Game Concept: Voxel Expedition

David Stark / Zarkonnen
22 Sep 2014, 5:08 p.m.

Something I've been chewing on for a while is how to make an "adventure" game that is more about travel than about fights or isolated puzzles. If you look at something like Tolkien, a lot of the adventure is about getting from A to B, rather than fighting things or figuring stuff out. But in adventure and roleplaying games, the focus has been on the latter two because it's less clear how to do the former. How do you make getting from A to B interesting?

The Curious Expedition is one game that's trying to make this work - traversal of terrain as an important part of the gameplay - and I'm very excited about it. Yet it abstracts away the terrain itself into a manageable hex grid.

In fact, there is only one game I can think of which really manages to have an organic concept of "rugged terrain" and "hidden": Minecraft, with its huge detailed worlds. Simply put, it takes me more time to traverse a dense forest than some plains, because the latter is easier to navigate. The challenge of the terrain isn't distilled down to some "move cost" number but arises from the action of actually traversing it. Equally, in Minecraft you can really hide something. Put an entrance into a random forest valley, and it will take a long time to find without a map.

These properties make for a great game about expeditions and adventure, but they are somewhat undercut by Minecraft's other features. Because the primary focus of the game is on mining and crafting, a lot of the rugged terrain can by ignored if you're willing to spam blocks or make random tunnels. This also means that you can hide places simply by putting them underground with no visible entrance, and equally, you can get into places by mining, bypassing any clever traps or hidden door mechanisms. Nor is Minecraft's environment very harsh: there are monsters, of course, but you have near-unlimited carrying capacity, you heal rapidly, and you'd be hard pressed to actually starve.

What comes out of this is a potential mutant version of Minecraft that would be all about taking long journeys, navigating the landscape (with no convenient coordinate indicators or detailed magic maps), surviving the environment, finding hidden places, evading the traps, and getting the treasure. Raiding tombs, you might say, but in a world as big as the real one.

This game could be implemented as a Minecraft mod, of course, but it might be more interesting to make it its own game - mostly to pick a smaller block size. Minecraft's block size has led to somewhat awkward compromises in that the player will automatically ascend a half-block but not a full block - except for the pocket edition, when full block height changes can be automatically traversed too. In a game that's very much about the properties of terrain, it would be nice to have a bit more fine control over this, with blocks that are maybe a foot across. Single-block climbs would be dealt with automatically, though with a bit of a slowdown as a result, while larger height differences have to be jumped or climbed. Making the block size so small that the player can't fit through a one-block gap would also allow for things like thickets that have only the occasional path through.

Of course, a smaller block size means higher memory requirements for the world, but on the other hand, this game features no serious terrain modification: you cannot mine through rock, so a lot of the world can simply remain inaccessible and empty.

Anyway, I'm not sure if this would end up being fun or simply tedious. It might be an interesting thing to code up at some point, though writing a whole fat voxel engine is a bit much for a quick prototype. We'll see.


- **Exercise requirements**
Scan the material below for "Live", then return each line that contains it.

- **Exercise data**

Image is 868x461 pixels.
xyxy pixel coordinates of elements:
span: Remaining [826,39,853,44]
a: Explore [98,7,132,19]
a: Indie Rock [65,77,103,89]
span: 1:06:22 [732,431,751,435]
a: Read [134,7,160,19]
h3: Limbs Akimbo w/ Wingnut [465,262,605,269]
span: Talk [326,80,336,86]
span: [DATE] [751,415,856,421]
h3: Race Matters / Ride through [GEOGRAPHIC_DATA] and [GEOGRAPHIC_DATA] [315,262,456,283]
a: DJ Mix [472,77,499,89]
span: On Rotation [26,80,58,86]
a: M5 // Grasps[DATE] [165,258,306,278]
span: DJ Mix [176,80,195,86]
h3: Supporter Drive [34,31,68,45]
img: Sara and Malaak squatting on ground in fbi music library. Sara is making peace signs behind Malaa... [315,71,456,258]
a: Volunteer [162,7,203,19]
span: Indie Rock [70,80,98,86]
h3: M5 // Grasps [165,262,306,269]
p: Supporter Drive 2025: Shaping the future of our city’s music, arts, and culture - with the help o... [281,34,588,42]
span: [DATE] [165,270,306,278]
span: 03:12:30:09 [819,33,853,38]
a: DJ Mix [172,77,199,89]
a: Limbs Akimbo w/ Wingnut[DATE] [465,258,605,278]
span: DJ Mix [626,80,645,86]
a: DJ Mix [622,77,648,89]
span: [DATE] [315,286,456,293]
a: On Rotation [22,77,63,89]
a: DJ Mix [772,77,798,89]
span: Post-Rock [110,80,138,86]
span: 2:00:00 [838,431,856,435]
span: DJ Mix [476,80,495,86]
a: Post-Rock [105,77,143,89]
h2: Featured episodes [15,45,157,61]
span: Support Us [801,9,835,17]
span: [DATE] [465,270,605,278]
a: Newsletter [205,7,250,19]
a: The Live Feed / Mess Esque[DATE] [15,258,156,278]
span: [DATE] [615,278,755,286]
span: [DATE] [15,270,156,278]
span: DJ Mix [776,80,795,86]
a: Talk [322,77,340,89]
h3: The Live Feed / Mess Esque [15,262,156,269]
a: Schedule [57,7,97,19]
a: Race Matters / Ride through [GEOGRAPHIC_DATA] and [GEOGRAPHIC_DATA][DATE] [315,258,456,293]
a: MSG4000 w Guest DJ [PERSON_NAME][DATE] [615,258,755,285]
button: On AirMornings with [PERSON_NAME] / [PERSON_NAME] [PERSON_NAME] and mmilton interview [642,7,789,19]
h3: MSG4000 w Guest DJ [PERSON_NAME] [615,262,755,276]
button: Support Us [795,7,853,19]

- **Task answer**
a: The Live Feed / Mess Esque[DATE] [15,258,156,278]
h3: The Live Feed / Mess Esque [15,262,156,269]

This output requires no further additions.